Lincoln Thunder Ceases Operations; Will Not Go To USBL
Thunder cancels rest of its season
BY RON POWELL / Lincoln Journal Star
Wednesday, February 01, 2006
Since the Lincoln Thunder have not played a game since Dec. 29, the official announcement Tuesday that the American Basketball Association (ABA) team has ceased operations for the 2005-06 season was a mere formality.
Pro basketball, however, is not dead in the Capital City. Thunder owner Michael Jefferson says the team will return to Lincoln for the 2006-07 campaign with confidence that the game scheduling problems, which eventually led to this season’s demise, will be solved.
Jefferson is working with league officials to seek out potential investors to add at least six new ABA franchises in Nebraska, Iowa, Kansas and Missouri, creating a seven-team regional division that will cut down on travel costs. Jefferson will own the franchise rights in each new city and be part of the ownership group. He says Omaha and Grand Island are among the cities being considered.
“I want to have a group of stable ABA teams in the Midwest, like there is on the East and West coasts,’’ Jefferson said. “We want to make this part of the country as strong as possible with good, competitive teams.’’
Jefferson said all season tickets and corporate sponsorships from this winter will be honored next season at no additional cost.
“We promised 18 games and only gave them five,” Jefferson said. “They’ll get all 18 next season.’’
The Thunder were 4-0 on Dec. 1 when the George Gervin Division they played in disintegrated. Texas, Kansas City and St. Louis decided not to continue this season and the two New Mexico teams — Gallup and New Mexico — picked up games against teams on the West Coast.
It left Lincoln without a schedule and no one within 700 miles to play, a dilemma the ABA league office was unable to rectify.
The ABA teams in the Freddie Lewis Division, the closest to Lincoln, already had full 36-game schedules, although Jefferson was able to land a two-game, home-and-home series with Indiana, the No. 1 team in the league. Lincoln lost both games, the last one 138-129 at the Pershing Center.
The Thunder also had a four-game home-and-home series with Florida fall through because of travel difficulties.
As of last week, Jefferson was still trying to line up games for this season with the hope that the Thunder could qualify for the ABA’s postseason tournament and, perhaps, send one or two players to the all-star game in two weeks in Florida.
League CEO Joe Newman said the ABA bears some responsibility for the Thunder’s eventual shutdown, but Newman said he sees a bright future for the ABA in Lincoln for next season.
“Michael didn’t do anything wrong, we simply didn’t deliver the competition for him after Lincoln got put in that terrible situation,” Newman said. “I felt (before the season) Lincoln would be a great market for this league, and I still feel that way.”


» **Directions**: Give back a single figure: the number of lines in the entries below that contain "plot".

═══ Input data ═══

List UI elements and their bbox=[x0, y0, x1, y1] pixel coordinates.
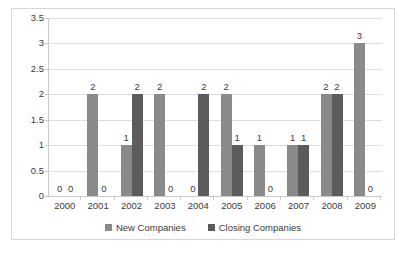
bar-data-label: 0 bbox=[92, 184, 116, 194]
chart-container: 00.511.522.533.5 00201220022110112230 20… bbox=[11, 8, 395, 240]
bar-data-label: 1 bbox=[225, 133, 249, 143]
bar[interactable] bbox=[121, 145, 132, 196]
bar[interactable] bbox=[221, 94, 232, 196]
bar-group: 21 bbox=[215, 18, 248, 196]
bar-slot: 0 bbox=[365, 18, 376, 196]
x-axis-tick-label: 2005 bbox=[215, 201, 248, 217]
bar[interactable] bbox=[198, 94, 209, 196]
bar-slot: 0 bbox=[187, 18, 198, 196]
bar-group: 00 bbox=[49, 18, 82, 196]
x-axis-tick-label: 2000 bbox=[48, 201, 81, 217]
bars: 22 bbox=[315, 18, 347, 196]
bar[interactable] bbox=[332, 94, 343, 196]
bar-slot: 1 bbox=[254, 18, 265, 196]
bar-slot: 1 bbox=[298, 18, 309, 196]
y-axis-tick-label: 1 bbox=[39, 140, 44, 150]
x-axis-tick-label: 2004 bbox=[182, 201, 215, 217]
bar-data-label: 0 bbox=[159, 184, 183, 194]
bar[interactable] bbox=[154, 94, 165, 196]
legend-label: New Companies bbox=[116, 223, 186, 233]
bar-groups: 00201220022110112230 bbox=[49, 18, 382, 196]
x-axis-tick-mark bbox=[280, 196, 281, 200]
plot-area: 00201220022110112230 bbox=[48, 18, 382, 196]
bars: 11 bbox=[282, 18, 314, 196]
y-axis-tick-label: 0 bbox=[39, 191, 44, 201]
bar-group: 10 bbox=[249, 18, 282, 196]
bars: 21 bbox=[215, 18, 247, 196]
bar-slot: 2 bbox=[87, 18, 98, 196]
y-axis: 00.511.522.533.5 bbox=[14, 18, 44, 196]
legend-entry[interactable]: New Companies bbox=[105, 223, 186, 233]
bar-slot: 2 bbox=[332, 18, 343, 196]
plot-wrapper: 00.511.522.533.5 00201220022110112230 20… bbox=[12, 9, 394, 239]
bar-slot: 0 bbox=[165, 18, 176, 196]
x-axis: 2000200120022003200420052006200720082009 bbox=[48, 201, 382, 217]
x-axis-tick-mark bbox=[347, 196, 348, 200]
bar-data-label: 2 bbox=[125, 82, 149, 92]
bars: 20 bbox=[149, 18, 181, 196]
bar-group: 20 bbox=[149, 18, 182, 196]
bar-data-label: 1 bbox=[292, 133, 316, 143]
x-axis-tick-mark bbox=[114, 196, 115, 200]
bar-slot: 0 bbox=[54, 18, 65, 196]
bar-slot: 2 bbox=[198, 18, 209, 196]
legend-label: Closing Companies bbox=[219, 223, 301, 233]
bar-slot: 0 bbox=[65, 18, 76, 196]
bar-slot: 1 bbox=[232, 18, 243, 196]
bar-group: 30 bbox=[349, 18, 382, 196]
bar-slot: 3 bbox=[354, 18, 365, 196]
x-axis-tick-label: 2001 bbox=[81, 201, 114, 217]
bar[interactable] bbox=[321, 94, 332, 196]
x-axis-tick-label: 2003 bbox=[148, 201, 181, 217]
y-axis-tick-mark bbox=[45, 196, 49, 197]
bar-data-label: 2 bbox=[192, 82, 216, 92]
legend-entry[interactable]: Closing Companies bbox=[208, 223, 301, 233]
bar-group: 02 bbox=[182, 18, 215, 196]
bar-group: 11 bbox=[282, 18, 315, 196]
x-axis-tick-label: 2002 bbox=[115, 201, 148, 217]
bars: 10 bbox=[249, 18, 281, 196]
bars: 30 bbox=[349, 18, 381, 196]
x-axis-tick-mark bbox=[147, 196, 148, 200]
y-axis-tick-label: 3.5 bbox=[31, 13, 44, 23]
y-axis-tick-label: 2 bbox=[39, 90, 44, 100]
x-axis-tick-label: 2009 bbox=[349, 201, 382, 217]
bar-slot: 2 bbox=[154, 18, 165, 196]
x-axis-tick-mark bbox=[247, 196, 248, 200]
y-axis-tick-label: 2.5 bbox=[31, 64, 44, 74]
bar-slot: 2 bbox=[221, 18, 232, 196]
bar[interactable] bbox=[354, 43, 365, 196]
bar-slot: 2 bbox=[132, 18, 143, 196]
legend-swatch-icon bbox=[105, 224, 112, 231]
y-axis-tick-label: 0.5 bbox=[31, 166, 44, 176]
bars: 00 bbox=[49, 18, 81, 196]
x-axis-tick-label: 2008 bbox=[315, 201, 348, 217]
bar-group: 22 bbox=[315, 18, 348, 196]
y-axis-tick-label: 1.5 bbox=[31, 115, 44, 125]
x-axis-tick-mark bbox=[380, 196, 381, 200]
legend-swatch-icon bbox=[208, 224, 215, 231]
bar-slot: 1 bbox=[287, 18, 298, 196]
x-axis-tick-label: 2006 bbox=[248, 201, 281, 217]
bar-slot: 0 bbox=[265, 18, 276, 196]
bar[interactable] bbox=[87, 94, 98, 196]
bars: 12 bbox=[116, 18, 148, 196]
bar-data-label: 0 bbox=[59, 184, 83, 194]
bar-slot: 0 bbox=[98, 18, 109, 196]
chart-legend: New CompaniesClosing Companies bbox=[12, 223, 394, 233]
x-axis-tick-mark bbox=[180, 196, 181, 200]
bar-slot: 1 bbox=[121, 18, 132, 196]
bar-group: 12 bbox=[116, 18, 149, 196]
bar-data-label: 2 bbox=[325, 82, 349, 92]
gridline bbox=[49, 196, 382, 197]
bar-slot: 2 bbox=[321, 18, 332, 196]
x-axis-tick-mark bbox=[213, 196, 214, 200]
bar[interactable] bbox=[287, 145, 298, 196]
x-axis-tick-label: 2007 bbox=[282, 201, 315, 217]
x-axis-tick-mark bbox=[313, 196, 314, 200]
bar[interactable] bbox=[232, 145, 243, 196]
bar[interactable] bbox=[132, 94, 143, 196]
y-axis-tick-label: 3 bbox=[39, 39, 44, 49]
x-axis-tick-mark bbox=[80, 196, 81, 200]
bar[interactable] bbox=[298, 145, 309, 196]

═══

» **Task response**: 2